News Release

The second great in-migration

Business Announcement

Northeastern University

New report reveals Massachusetts and New York most dependent on new foreign immigrants for labor in the 90s

BOSTON, Mass. – While many remember the great immigration of the late 1800s and early 1900s as the largest wave of people and culture to flow into the U.S., a new study by the Center for Labor Market Studies at Northeastern University reveals that the Northeast region in particular has seen yet another phenomenal deluge of in-migration in the past decade alone, with New York and Massachusetts as the first and second ranked states for dependence on immigrants for its labor force.

“Foreign immigration in the U.S. during recent years played a powerful role in driving growth in the nation’s population and labor force,” said economist Andrew Sum, director of the Center for Labor Market Studies and main author of the report. “The demographic and labor market impacts of immigration over the ten years between 1990 and 2000 was greater than at any time since the very earliest decades of the 20th century. The impact of this immigration, however, has varied markedly across the nation by region and state during the past decade.”

By the year 2000, the foreign-born population of the U.S. accounted for 12.4 percent of the nation’s population, the highest ratio since 1920. In Massachusetts, however, the foreign-born share of the resident population was nearly 15 percent, the seventh highest in the country, exceeding Arizona but behind California, New York, New Jersey, Hawaii, Nevada and Texas.

Four other Northeast states – including Connecticut, New Jersey, New York and Rhode Island – also ranked in the top ten on this demographic measure. New foreign immigrants accounted for all – 107 percent – of the net growth in the Bay State’s resident population between 1990 and 2000, the fourth highest in the country behind New York, Connecticut and Rhode Island. All of the labor force growth in Massachusetts over the 1990s was attributable to foreign immigration. The state ranked second highest on this measure exceeded only by New York.

“These findings provide the most striking evidence to date of the extraordinary effects of foreign immigration on the growth and demographic composition of the population and labor force in Massachusetts and other large states in the Northeast, including New York, New Jersey and Connecticut,” Sum said. “No other region in the country has been so heavily impacted by the influx of foreign immigration in the 1990s, and the economic and social consequences of these immigration flows in our region need to be carefully assessed.”

Data for the report was derived from the 2000 Census Supplemental Survey, the 2000 Census of Population and Housing and the March 2000/March 2001 CPS surveys. Sum’s newest study follows a study released in February 2001 by the Center for Labor Market Studies that analyzed the impact of foreign immigration on the resident population of the United States and its implications for demographic, immigration and labor market analysis and policymaking.

###

For a copy of the full report on immigration, please call 617-373-5455 or download it from the Web (PDF): http://www.nupr.neu.edu/news.html

Northeastern University, a private research institution located in Boston, Massachusetts, is a world leader in practice-oriented education. Building on its flagship cooperative education program, Northeastern links classroom learning with workplace experience and integrates professional preparation with study in the liberal arts and sciences.

For more information, please visit http://www.neu.edu.


Disclaimer: AAAS and EurekAlert! are not responsible for the accuracy of news releases posted to EurekAlert! by contributing institutions or for the use of any information through the EurekAlert system.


_Directions_: Read the data, and whenever a line holds the word "right", report that line.

_Data provided_:

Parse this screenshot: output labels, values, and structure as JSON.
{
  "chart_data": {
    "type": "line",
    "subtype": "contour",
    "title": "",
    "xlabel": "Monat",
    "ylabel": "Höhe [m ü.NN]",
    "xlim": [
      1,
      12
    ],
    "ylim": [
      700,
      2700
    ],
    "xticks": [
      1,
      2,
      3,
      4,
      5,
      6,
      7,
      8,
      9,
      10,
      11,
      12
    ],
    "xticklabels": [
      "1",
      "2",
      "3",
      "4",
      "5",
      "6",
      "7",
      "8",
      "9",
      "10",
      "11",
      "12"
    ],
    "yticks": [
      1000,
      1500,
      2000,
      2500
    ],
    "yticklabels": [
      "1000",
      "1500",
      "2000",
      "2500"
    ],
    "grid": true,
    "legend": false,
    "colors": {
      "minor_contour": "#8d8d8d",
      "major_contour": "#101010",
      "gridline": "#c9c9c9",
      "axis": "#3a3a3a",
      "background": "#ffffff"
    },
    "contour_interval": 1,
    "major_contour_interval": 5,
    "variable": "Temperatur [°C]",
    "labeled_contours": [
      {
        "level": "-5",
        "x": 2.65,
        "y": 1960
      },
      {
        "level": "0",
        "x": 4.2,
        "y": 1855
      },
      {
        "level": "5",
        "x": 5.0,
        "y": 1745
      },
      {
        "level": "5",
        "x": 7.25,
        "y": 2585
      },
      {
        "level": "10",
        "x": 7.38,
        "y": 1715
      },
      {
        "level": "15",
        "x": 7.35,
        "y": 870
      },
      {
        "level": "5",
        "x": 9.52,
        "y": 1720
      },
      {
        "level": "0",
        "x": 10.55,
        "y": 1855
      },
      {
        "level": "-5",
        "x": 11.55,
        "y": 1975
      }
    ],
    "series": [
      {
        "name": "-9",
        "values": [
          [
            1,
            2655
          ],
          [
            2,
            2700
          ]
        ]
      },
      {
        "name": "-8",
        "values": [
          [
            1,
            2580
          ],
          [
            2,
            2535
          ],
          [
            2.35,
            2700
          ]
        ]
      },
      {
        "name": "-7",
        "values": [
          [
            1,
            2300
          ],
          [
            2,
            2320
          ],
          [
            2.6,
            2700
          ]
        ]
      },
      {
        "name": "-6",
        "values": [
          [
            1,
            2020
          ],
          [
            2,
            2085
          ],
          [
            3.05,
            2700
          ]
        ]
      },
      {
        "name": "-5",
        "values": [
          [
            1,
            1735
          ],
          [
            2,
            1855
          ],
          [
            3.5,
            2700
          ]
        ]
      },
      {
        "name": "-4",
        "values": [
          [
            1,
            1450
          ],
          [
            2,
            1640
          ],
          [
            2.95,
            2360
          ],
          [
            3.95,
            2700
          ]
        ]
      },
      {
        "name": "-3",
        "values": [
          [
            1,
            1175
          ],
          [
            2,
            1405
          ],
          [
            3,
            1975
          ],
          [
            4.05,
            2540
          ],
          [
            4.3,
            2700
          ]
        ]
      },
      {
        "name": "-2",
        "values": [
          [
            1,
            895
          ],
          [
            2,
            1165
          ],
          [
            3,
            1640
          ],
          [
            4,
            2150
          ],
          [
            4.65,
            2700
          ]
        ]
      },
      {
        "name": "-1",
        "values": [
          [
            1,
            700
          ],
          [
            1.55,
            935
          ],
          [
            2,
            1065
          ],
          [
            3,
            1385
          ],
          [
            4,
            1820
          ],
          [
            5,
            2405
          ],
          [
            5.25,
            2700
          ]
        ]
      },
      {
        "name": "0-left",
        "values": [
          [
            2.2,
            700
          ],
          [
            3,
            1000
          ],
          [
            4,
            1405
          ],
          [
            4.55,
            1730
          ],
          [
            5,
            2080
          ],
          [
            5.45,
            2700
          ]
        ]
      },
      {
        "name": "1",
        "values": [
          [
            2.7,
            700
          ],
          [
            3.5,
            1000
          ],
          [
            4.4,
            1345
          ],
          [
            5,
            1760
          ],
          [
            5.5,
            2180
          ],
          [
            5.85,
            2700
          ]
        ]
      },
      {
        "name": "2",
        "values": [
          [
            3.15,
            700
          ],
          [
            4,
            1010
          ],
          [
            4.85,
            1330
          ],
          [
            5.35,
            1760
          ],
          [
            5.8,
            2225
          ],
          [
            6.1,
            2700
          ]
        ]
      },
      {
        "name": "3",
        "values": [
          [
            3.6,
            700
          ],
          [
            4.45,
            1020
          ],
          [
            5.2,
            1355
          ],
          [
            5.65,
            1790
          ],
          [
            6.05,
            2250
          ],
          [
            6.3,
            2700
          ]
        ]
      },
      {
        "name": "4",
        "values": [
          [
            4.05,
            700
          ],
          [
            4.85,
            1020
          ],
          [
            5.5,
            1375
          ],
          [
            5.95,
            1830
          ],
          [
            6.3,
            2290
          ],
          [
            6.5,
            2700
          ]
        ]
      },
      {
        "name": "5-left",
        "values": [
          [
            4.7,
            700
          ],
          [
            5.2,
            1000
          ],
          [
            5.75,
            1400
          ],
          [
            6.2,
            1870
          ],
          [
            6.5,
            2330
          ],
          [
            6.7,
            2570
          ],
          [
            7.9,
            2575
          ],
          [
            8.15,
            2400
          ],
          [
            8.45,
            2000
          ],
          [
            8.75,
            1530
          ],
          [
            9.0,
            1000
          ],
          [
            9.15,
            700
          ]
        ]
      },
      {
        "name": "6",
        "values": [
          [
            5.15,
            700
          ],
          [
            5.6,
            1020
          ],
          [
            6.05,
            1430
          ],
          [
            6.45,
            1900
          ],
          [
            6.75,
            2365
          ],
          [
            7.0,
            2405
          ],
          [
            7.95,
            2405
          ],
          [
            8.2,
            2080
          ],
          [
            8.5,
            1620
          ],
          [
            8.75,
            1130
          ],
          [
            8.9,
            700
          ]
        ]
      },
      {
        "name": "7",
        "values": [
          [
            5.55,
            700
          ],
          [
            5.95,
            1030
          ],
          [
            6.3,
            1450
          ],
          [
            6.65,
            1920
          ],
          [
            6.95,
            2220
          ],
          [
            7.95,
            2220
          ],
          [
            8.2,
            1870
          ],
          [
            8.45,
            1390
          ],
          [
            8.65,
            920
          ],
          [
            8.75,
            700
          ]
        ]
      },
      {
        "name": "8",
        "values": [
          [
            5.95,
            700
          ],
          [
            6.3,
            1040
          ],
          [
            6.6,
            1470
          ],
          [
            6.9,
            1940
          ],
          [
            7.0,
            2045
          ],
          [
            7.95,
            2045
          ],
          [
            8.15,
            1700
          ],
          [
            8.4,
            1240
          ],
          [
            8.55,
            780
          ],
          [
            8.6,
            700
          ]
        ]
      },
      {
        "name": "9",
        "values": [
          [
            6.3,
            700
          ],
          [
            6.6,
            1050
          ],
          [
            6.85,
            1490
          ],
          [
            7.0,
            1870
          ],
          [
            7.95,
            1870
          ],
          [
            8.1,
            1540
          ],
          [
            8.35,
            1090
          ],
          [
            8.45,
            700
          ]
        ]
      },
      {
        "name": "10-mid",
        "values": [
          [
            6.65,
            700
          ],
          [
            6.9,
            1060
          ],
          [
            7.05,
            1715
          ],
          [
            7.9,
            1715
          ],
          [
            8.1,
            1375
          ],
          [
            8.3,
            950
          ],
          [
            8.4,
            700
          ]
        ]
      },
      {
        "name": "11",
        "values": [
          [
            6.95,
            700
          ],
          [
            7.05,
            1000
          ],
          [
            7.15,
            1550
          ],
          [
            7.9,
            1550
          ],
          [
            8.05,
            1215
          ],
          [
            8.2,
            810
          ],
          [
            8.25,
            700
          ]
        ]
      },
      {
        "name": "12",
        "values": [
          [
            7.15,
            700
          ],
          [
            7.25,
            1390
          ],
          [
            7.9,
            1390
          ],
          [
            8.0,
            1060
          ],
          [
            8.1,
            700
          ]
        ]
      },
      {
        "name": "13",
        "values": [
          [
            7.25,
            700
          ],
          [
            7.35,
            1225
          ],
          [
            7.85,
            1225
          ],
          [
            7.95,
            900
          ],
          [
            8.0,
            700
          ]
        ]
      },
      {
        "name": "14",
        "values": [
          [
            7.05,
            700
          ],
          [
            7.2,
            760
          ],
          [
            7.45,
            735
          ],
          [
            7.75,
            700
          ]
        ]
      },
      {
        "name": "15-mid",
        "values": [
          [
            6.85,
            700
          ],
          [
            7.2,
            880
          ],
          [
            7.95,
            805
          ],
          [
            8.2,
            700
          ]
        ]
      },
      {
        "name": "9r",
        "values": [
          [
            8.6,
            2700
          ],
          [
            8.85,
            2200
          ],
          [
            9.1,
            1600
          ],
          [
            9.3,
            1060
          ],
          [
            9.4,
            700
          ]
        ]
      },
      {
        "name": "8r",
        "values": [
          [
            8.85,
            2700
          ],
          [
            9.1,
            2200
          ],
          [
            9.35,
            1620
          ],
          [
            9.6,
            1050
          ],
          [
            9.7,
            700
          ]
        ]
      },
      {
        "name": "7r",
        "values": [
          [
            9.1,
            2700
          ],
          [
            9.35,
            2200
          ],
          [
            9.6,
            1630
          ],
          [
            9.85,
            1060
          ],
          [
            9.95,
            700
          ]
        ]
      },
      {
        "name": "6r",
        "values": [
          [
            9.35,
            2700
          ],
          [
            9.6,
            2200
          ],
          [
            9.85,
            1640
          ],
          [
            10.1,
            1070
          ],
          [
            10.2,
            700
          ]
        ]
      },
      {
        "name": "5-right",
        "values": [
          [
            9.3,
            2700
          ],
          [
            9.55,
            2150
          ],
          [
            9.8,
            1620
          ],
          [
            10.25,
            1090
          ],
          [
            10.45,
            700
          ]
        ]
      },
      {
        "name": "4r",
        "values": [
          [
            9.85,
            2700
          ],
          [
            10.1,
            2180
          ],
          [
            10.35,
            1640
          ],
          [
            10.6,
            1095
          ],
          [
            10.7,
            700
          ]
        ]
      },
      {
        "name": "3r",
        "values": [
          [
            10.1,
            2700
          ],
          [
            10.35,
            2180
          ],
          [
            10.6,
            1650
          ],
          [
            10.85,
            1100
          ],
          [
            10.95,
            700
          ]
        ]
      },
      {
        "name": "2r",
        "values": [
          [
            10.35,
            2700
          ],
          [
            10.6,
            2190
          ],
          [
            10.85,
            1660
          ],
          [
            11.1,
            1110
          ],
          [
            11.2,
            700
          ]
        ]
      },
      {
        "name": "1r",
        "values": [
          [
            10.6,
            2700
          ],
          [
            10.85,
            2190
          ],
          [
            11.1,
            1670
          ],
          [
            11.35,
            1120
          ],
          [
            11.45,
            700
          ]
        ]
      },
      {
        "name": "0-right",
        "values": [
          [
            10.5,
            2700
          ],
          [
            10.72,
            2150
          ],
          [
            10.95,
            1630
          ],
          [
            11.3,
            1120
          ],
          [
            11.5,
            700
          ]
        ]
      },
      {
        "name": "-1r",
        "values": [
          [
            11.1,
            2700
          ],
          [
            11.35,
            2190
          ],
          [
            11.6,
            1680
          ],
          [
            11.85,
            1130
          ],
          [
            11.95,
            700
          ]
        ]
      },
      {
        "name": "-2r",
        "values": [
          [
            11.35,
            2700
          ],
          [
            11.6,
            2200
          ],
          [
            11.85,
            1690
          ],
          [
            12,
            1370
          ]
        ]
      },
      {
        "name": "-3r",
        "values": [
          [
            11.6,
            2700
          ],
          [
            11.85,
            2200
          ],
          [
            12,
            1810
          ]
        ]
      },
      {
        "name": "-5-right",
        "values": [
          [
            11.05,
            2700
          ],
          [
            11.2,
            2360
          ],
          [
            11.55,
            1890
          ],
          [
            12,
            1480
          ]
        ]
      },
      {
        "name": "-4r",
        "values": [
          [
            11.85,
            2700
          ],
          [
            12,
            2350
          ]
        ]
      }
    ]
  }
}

_Answer_:
        "name": "5-right",
        "name": "0-right",
        "name": "-5-right",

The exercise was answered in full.